6th March 2019
Cashless chaos: why we need to act now to manage the decline of cash
Cash usage has halved in the last decade. If we don't act now, consumers will soon be charged for getting hold of cash, and will find many less places to use it.
6th March 2019
Cash usage has halved in the last decade. If we don't act now, consumers will soon be charged for getting hold of cash, and will find many less places to use it.
Cash has always been a strangely emotive subject. Many feel incredibly strongly about their right to pay in notes and coins, while others increasingly see it as an outdated means of payment, preferring to use digital alternatives wherever possible.
But whether you love or hate cash, it’s a fact that as a society we’re using much less of it. Over the past decade, cash usage has halved from six in 10 transactions to three in 10. And on that trajectory, we could be almost completely cashless within the next two decades.
If you’re a ‘never carry cash’ kind of a person, you might shrug your shoulders. But the consequences of not preparing for the continued decline in cash could have far reaching implications for all of us, particularly the significant minority of people in the UK who still rely on cash.
This was the backdrop which led to the independent Access to Cash review being set up last year – a working party which I’ve been involved in, tasked with looking at the consequences of the decline in cash.
After a year of evidence gathering and deliberation, the final report is published today – with some urgent calls to action for our banks, government and regulators.
Perhaps the most important thing we discovered in our evidence gathering phase is that one in six people in the UK would not be able to survive without cash as things stand. In some cases, that may be because they’re elderly or disabled and are unable to make use of digital payment systems. In other cases, it may be because they live in communities with little or no mobile signal and unreliable broadband – so digital payments just aren’t a practical option.
If we stand by and watch cash usage decline without doing anything, it’s clear that banks will soon ask consumers to start paying to get access to it. The costs of printing, storing and transporting cash are enormous, and there’s a large fixed element to this cost base which doesn’t reduce even as cash usage declines.

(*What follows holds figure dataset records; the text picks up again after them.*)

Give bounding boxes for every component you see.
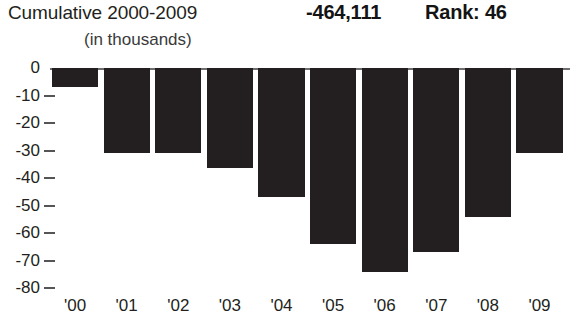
rank-label: Rank: 46 [425, 1, 507, 24]
x-axis-tick-label: '04 [258, 296, 304, 316]
bar-series [0, 55, 572, 295]
bar-03 [207, 68, 253, 168]
chart-title: Cumulative 2000-2009 [8, 2, 197, 24]
bar-04 [258, 68, 304, 197]
x-axis-tick-label: '01 [104, 296, 150, 316]
bar-09 [516, 68, 562, 153]
bar-06 [362, 68, 408, 272]
bar-07 [413, 68, 459, 252]
cumulative-total-value: -464,111 [306, 1, 381, 24]
chart-header: Cumulative 2000-2009 -464,111 Rank: 46 [0, 0, 572, 30]
bar-01 [104, 68, 150, 153]
x-axis: '00'01'02'03'04'05'06'07'08'09 [0, 296, 572, 324]
x-axis-tick-label: '03 [207, 296, 253, 316]
bar-02 [155, 68, 201, 153]
net-migration-bar-chart-figure: Cumulative 2000-2009 -464,111 Rank: 46 (… [0, 0, 572, 324]
x-axis-tick-label: '08 [465, 296, 511, 316]
bar-05 [310, 68, 356, 244]
bar-00 [52, 68, 98, 87]
plot-area: 0-10-20-30-40-50-60-70-80 [0, 55, 572, 295]
x-axis-tick-label: '09 [516, 296, 562, 316]
x-axis-tick-label: '07 [413, 296, 459, 316]
x-axis-tick-label: '05 [310, 296, 356, 316]
x-axis-tick-label: '02 [155, 296, 201, 316]
bar-08 [465, 68, 511, 217]
units-note: (in thousands) [84, 30, 192, 50]
x-axis-tick-label: '00 [52, 296, 98, 316]
x-axis-tick-label: '06 [362, 296, 408, 316]
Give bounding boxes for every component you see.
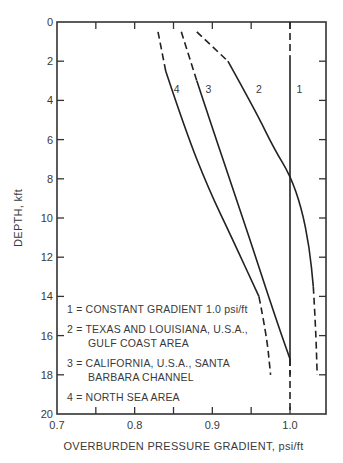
y-tick-label: 8 bbox=[47, 173, 53, 185]
legend-item-2: 2 = TEXAS AND LOUISIANA, U.S.A., bbox=[67, 323, 248, 335]
curve-labels: 1234 bbox=[174, 83, 303, 95]
curve-label-2: 2 bbox=[256, 83, 262, 95]
curve-3-dashed bbox=[181, 32, 197, 81]
curve-2-solid bbox=[228, 61, 313, 286]
y-tick-label: 6 bbox=[47, 134, 53, 146]
x-tick-label: 0.9 bbox=[205, 419, 220, 431]
legend-item-2-cont: GULF COAST AREA bbox=[88, 337, 189, 349]
y-tick-label: 2 bbox=[47, 55, 53, 67]
legend-item-4: 4 = NORTH SEA AREA bbox=[67, 391, 180, 403]
curve-2-dashed bbox=[197, 32, 228, 61]
curve-3-solid bbox=[197, 81, 290, 359]
legend-item-1: 1 = CONSTANT GRADIENT 1.0 psi/ft bbox=[67, 303, 248, 315]
legend-item-3-cont: BARBARA CHANNEL bbox=[88, 371, 194, 383]
x-tick-label: 1.0 bbox=[282, 419, 297, 431]
curve-4-dashed bbox=[158, 32, 166, 71]
y-tick-label: 12 bbox=[41, 251, 53, 263]
curve-4-dashed bbox=[259, 296, 271, 374]
curve-label-1: 1 bbox=[296, 83, 302, 95]
curve-label-4: 4 bbox=[174, 83, 180, 95]
y-axis-title: DEPTH, kft bbox=[12, 189, 24, 247]
legend: 1 = CONSTANT GRADIENT 1.0 psi/ft 2 = TEX… bbox=[67, 303, 248, 403]
x-tick-label: 0.7 bbox=[49, 419, 64, 431]
curve-4-solid bbox=[166, 71, 259, 296]
y-tick-label: 0 bbox=[47, 16, 53, 28]
plot-frame bbox=[57, 22, 326, 414]
depth-gradient-chart: 024681012141618200.70.80.91.0OVERBURDEN … bbox=[0, 0, 343, 463]
curves bbox=[158, 22, 317, 414]
y-tick-label: 10 bbox=[41, 212, 53, 224]
x-tick-label: 0.8 bbox=[127, 419, 142, 431]
legend-item-3: 3 = CALIFORNIA, U.S.A., SANTA bbox=[67, 357, 230, 369]
curve-label-3: 3 bbox=[206, 83, 212, 95]
y-tick-label: 4 bbox=[47, 94, 53, 106]
y-tick-label: 16 bbox=[41, 330, 53, 342]
y-tick-label: 18 bbox=[41, 369, 53, 381]
curve-2-dashed bbox=[313, 287, 317, 375]
x-axis-title: OVERBURDEN PRESSURE GRADIENT, psi/ft bbox=[63, 440, 303, 452]
y-tick-label: 14 bbox=[41, 290, 53, 302]
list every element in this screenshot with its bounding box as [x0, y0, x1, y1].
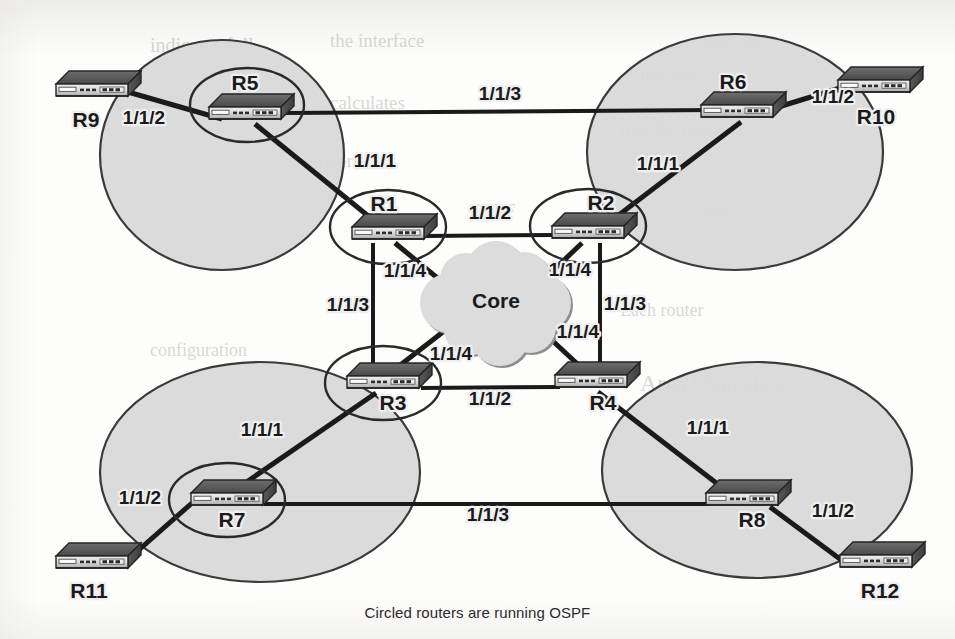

Banks are already starting to pass more of these costs onto businesses who accept cash and, as a result, growing numbers of small companies are now taking the decision not to accept cash at all.
So it’s not hard to look forward to a world where cash is expensive to get hold of and hard to use when you have it. And the impact of that would be felt hardest by those who could least afford it, or other vulnerable groups of consumers.
It was clear to our working group that this was not a problem that could be solved with a bit of tinkering around the edges. If we’re to protect cash – at least for the next 15 years or so as a minimum - we need to rewire the whole cash system, lowering fixed costs, and using some of those savings to support groups who banks have no economic incentive to protect.
Our final report makes five recommendations – the most important of which is to guarantee access to cash for consumers for as long as there are groups that rely on it. That wouldn’t necessarily mean keeping an ATM in every community. There may be other solutions, such as better incentives for convenience stores to offer cashback. But there would need to be a body keeping tabs on where cash access had been lost, ready to step in and commission a solution where certain criteria were met.
The second recommendation is to ensure that if consumers have access to cash, they also have somewhere to spend it. And the focus here is on bringing down the cost of cash for businesses. As a starting point, we want the FCA to launch a market study into the cost of cash for small and medium sized businesses – ensuring competition is working effectively in those markets, and that businesses are not simply giving up on cash because the costs are getting too high.
To make the cost savings at the back end, the report’s third recommendation is for the Bank of England to works with UK banks on commissioning a new, more efficient shared cash infrastructure. This could save as much as £600m a year – savings which could be used by the banks to provide services to those customers it may otherwise have been forced to leave behind.
Importantly, the report does not take a view on whether the end of cash is a likely or desirable endgame. But it seizes on the importance of providing choice to those who currently rely on cash. To achieve that, it calls for the FCA and government to stimulate innovation to ensure that everyone in the UK can go cashless if they choose to – a point that we’re still a long way from today.
And finally, the report calls on the government to be the catalyst for all this work by having a clear policy on cash, and by convening the different financial regulators to ensure there is joined up oversight of the whole cash system – something that’s currently lacking.
Early signs are that politicians, regulators and banks all have the appetite to work together to secure the future of cash – at least for the next 15 years or so. But it’s crucial we don’t spend the next few years deliberating on whether to act or not. Although Brexit is slowing down progress in many areas, the report shows a clear way forward without needing legislation immediately. There’s no excuse not to get cracking tomorrow.